As every Pittsburgher now knows, the Indonesian corpse flower blooms only for a few days — and it reeks like rotting flesh during that time. When such a flower bloomed at Phipps Conservatory last month, thousands of locals turned out to see it, and smell it, for themselves. Even New York papers took notice, giving Pittsburgh the kind of national "earned media" tourism officials willingly furnish real corpses for.
Corpse flowers, after all, bloom just once a decade. And a lot can change in 10 years. Just look at how Pittsburgh responded the last time a local scent got national attention.
Almost 10 years ago to the day — on Oct. 30, 2003 — the comic strip "Get Fuzzy" spawned the kind of local outrage normally reserved for away-team desecrations of the Terrible Towel. In that day's installment, the protagonist's talking housecat visits a travel agency to ask about vacations "based primarily on smell." The punchline: A travel agent hands over a brochure from Pittsburgh.
Though "Get Fuzzy" didn't appear locally back then, nearly 400 Pittsburgh loyalists contacted strip creator Darby Conley, the Pittsburgh Post-Gazette reported: "I've never gotten death threats before," Conley told the paper.
But we may owe Conley an apology: There's apparently a market for stench-based tourism here after all.
A reported 12,000 people showed up at Phipps while its corpse flower was in bloom. Some stood in line for hours, hoping to catch a whiff.
If only we'd known. If only we'd realized that people would pay admission to smell something terrible. We might have handled the city's vaunted Renaissance much differently.
Today, "Washington's Landing" is a tony mixed-use housing and office development along the Allegheny River. But back when it was known as Herr's Island, it housed a cattle yard, slaughterhouse and rendering plant. Together, reported the Pittsburgh Press in 1974, "they produce the famous ‘Herr's Stink.' ... The smell is so bad, say workmen on the 31st Street Bridge over the island, that ‘you can't even drink your coffee when the wind blows the wrong way.'"
Then-mayor Tom Murphy redeveloped the island in the mid-1990s, thereby depriving Pittsburgh of a chance to capitalize on stench tourism year-round. But he almost made up for it by backing a plan to refurbish the former LTV coke works in Hazelwood.
That site, too, could have been a mecca for odor connoisseurs. According to a 1989 LTV "Odor Study" (recently posted online by local blogger Chris Briem), residents identified such scents as coal tar, burnt mothballs and the evocative "general coke-plant odor." But Pittsburgh's olfactory sense was perhaps less sophisticated than it is today, and Murphy's plan failed in the face of resident opposition. Now the LTV site is slated for yet another mixed-use development, with office space and housing and terrific river views. But not, so far as I can tell, a single skunk-cabbage patch to attract olfactory thrill-seekers.
Back in the old days, of course, you hardly had to step off the porch to smell something rotten. In the early 1900s, the famous Pittsburgh Survey reported, tens of thousands of households lacked sewer access: "Privy vaults" were often "seen in Pittsburgh full to the brim and overflowing with liquid filth. Some drained down the side of a hill ... into a neighbor's back yard." Saw Mill Run alone was supposed to drain the sewage of some 35,000 residents, but "[a]s a matter of fact excreta were found exposed on the ground at the edge of the run."
Other observers decried the contrast between such squalor and the affluence found in the East End. "Rich men's homes and poor men's hovels! What an anomaly we have here!" protested reformer Abraham Oseroff as he documented the unsanitary conditions he found between Downtown and the prosperous East End.
Oseroff wasn't the only one who failed to realize what a gold mine Pittsburgh really had. By the mid-1900s, civic leaders were busily scrubbing the city's air and water. Even today, local officials talk about our overstressed sewers — which dump raw sewage into the rivers during heavy rains — as if they were problems to fixed, rather than amenities to cash in on.
But then when the mills and rendering plants were running, who could have known that someday a bad smell would be not just a memory here but a novelty — something to seek out? Who could have seen how far we have come?
A century ago, Pittsburghers would pay any price to avoid foul stenches. A decade ago, we threatened anyone who joked about finding them here. But today, thousands of us will pay a $15 admission to seek them out. And it makes you wonder: In a city where artisanal olive oils and ice cubes make up a greater and greater share of local commerce, is a bad smell becoming the ultimate luxury good?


→ Exercise: Every line between the one containing "Output each element" and the last line of the data, both included, is to be set down exactly, and pictures are to be omitted.

→ Data to examine:
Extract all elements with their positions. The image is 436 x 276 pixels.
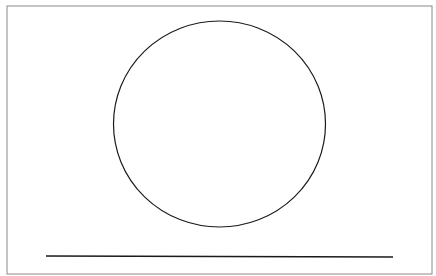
diagram-canvas xyxy=(0,0,436,276)
frame-border xyxy=(7,6,432,274)
baseline-line xyxy=(46,256,393,257)
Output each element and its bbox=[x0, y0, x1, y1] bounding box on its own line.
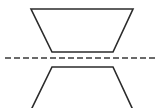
diagram-canvas: cropped caption bbox=[0, 0, 163, 108]
figure-background bbox=[0, 0, 163, 108]
geometry-figure bbox=[0, 0, 163, 108]
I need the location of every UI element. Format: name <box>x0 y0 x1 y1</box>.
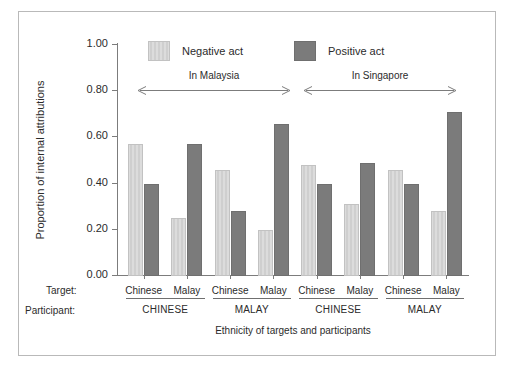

→ Reply to the exercise:
Output each element and its bbox=[x0, y0, x1, y1] bounding box on its own line.
diagram-canvas: cropped caption bbox=[0, 0, 163, 108]
figure-background bbox=[0, 0, 163, 108]
geometry-figure bbox=[0, 0, 163, 108]
I need the location of every UI element. Format: name <box>x0 y0 x1 y1</box>.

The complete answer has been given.